[Instructions to follow]
Return only the lines of the listing below that run from the line with "The width and height of the screenshot is (1476, 830)." through the line with "Image resolution: width=1560", both ends included, exactly as written.

[Data provided]

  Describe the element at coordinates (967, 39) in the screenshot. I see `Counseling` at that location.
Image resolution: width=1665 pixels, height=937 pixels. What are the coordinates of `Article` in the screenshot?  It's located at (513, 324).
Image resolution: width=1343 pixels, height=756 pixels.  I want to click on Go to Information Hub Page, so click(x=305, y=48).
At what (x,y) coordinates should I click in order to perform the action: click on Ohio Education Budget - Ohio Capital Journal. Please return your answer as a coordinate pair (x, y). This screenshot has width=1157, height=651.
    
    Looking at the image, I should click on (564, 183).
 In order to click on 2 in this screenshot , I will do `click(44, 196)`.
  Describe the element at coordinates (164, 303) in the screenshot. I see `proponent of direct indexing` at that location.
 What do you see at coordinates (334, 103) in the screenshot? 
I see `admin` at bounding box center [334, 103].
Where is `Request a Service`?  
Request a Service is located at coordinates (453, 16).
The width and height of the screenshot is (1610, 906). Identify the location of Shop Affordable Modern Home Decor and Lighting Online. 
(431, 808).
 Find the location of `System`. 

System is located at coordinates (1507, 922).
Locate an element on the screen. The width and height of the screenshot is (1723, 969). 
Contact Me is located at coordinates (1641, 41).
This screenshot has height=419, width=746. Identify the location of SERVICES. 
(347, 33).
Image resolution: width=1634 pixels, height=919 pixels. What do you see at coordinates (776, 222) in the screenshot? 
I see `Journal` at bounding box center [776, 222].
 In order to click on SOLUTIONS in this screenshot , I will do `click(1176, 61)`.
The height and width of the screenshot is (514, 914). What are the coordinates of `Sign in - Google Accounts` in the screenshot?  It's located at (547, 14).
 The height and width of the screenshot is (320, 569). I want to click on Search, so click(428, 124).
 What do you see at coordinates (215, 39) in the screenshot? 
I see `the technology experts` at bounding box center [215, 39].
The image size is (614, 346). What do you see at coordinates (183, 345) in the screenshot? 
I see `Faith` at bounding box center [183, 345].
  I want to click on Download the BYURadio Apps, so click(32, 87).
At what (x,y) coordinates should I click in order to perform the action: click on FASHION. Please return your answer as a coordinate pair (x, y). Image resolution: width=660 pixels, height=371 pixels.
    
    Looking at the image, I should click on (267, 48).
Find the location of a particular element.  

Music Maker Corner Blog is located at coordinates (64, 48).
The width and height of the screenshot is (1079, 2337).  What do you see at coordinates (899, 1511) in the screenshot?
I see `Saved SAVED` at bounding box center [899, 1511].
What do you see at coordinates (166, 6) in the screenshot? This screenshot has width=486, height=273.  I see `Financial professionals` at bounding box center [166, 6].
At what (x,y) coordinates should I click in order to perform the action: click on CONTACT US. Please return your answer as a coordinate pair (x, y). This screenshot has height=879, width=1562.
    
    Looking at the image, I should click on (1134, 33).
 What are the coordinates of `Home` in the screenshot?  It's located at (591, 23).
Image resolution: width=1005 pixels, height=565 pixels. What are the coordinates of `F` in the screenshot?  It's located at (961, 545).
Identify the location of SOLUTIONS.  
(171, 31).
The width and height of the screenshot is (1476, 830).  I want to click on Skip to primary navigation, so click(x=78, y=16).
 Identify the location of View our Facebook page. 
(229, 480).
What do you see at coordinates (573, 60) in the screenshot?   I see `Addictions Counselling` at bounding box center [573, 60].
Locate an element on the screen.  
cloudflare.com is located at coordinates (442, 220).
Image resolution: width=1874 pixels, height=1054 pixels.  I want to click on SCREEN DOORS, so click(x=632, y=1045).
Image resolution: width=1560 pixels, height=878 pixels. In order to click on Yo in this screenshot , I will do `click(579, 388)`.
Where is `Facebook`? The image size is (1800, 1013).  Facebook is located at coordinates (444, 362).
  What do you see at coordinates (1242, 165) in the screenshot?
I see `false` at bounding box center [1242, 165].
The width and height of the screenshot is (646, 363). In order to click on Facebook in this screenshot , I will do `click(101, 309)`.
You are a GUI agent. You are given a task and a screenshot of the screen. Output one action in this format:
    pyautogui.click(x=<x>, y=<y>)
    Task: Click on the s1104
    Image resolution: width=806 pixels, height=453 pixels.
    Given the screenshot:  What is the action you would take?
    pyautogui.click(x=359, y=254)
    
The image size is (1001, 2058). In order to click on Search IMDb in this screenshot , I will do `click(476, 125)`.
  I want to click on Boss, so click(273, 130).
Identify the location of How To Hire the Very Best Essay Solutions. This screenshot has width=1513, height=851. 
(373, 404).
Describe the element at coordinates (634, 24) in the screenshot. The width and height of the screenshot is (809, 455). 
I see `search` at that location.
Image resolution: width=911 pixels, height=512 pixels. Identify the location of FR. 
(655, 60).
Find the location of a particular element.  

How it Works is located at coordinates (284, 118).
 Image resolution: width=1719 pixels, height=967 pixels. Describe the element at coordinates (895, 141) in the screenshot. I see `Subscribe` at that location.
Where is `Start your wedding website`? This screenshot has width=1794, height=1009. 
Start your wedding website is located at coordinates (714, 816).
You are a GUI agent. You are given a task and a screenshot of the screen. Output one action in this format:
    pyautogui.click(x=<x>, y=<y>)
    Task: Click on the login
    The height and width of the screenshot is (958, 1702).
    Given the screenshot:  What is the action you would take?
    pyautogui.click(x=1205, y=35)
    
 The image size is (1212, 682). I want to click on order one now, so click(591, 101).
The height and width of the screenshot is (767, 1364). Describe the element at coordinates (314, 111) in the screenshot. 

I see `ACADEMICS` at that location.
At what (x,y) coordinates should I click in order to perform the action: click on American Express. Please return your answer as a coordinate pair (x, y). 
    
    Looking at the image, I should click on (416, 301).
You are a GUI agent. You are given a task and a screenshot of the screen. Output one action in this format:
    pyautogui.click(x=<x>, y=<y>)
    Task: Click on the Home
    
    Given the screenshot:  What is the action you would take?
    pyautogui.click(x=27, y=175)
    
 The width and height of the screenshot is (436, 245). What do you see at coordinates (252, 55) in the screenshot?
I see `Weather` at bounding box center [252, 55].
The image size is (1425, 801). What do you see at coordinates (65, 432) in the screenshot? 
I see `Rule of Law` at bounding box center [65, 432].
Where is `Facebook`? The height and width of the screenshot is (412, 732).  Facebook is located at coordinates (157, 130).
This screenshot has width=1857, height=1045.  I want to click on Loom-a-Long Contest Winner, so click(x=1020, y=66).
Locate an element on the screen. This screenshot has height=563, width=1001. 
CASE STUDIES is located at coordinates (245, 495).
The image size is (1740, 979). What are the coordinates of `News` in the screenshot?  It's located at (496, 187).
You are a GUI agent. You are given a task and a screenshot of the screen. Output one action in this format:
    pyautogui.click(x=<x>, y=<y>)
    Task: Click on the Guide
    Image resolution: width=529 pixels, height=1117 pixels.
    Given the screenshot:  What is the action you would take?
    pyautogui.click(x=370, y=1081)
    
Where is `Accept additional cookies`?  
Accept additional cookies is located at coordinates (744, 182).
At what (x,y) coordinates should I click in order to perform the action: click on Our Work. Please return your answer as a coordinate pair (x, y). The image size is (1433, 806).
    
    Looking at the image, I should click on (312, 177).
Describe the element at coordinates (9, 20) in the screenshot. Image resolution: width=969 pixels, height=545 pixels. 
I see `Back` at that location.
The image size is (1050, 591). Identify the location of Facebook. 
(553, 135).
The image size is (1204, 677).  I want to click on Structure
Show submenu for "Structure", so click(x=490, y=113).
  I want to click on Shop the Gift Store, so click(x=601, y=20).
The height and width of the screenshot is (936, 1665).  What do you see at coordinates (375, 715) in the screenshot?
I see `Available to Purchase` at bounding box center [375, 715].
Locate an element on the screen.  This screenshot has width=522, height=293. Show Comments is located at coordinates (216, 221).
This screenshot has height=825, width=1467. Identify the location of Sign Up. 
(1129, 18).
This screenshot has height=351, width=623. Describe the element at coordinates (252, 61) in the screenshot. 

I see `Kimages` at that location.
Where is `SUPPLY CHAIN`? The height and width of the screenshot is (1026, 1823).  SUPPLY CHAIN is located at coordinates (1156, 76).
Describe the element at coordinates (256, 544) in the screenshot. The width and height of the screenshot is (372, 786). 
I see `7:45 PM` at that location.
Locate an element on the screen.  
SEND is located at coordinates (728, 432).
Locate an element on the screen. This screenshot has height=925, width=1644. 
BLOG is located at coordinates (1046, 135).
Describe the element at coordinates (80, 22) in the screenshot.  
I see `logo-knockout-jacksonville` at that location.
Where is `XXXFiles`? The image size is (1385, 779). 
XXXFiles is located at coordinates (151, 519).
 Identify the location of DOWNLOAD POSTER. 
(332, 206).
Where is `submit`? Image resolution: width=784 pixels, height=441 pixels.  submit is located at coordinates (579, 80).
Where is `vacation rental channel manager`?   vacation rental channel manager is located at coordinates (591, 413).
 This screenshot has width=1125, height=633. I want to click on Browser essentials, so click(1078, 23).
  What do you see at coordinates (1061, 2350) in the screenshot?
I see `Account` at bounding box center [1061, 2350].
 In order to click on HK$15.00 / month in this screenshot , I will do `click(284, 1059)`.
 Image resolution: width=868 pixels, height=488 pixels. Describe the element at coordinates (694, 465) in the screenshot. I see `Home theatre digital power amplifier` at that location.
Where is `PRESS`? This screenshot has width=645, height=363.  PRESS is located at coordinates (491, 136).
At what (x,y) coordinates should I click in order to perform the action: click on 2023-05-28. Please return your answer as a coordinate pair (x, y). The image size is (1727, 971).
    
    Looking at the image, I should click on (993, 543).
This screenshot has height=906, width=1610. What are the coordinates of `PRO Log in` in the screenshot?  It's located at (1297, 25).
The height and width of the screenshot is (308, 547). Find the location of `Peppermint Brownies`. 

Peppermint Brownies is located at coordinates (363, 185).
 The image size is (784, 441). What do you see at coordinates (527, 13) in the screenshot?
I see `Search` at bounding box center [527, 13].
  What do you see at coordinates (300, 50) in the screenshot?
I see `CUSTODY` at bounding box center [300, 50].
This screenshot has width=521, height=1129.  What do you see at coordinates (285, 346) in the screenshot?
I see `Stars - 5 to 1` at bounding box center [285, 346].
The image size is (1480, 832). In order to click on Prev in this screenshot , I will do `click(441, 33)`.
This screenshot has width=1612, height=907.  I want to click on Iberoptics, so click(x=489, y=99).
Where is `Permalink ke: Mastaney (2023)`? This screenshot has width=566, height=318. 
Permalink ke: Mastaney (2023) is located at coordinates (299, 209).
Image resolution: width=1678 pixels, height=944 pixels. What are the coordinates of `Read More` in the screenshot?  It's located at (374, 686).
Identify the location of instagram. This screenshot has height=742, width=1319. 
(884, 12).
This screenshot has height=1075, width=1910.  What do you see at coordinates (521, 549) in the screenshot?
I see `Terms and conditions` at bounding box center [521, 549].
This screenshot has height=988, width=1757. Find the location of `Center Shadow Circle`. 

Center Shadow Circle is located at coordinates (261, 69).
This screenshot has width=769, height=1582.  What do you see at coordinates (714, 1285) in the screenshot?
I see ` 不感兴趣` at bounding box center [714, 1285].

[Problem solution]
The width and height of the screenshot is (1476, 830).  I want to click on Skip to primary navigation, so click(x=78, y=16).
 Identify the location of View our Facebook page. 
(229, 480).
What do you see at coordinates (573, 60) in the screenshot?   I see `Addictions Counselling` at bounding box center [573, 60].
Locate an element on the screen.  
cloudflare.com is located at coordinates (442, 220).
Image resolution: width=1874 pixels, height=1054 pixels.  I want to click on SCREEN DOORS, so click(x=632, y=1045).
Image resolution: width=1560 pixels, height=878 pixels. In order to click on Yo in this screenshot , I will do `click(579, 388)`.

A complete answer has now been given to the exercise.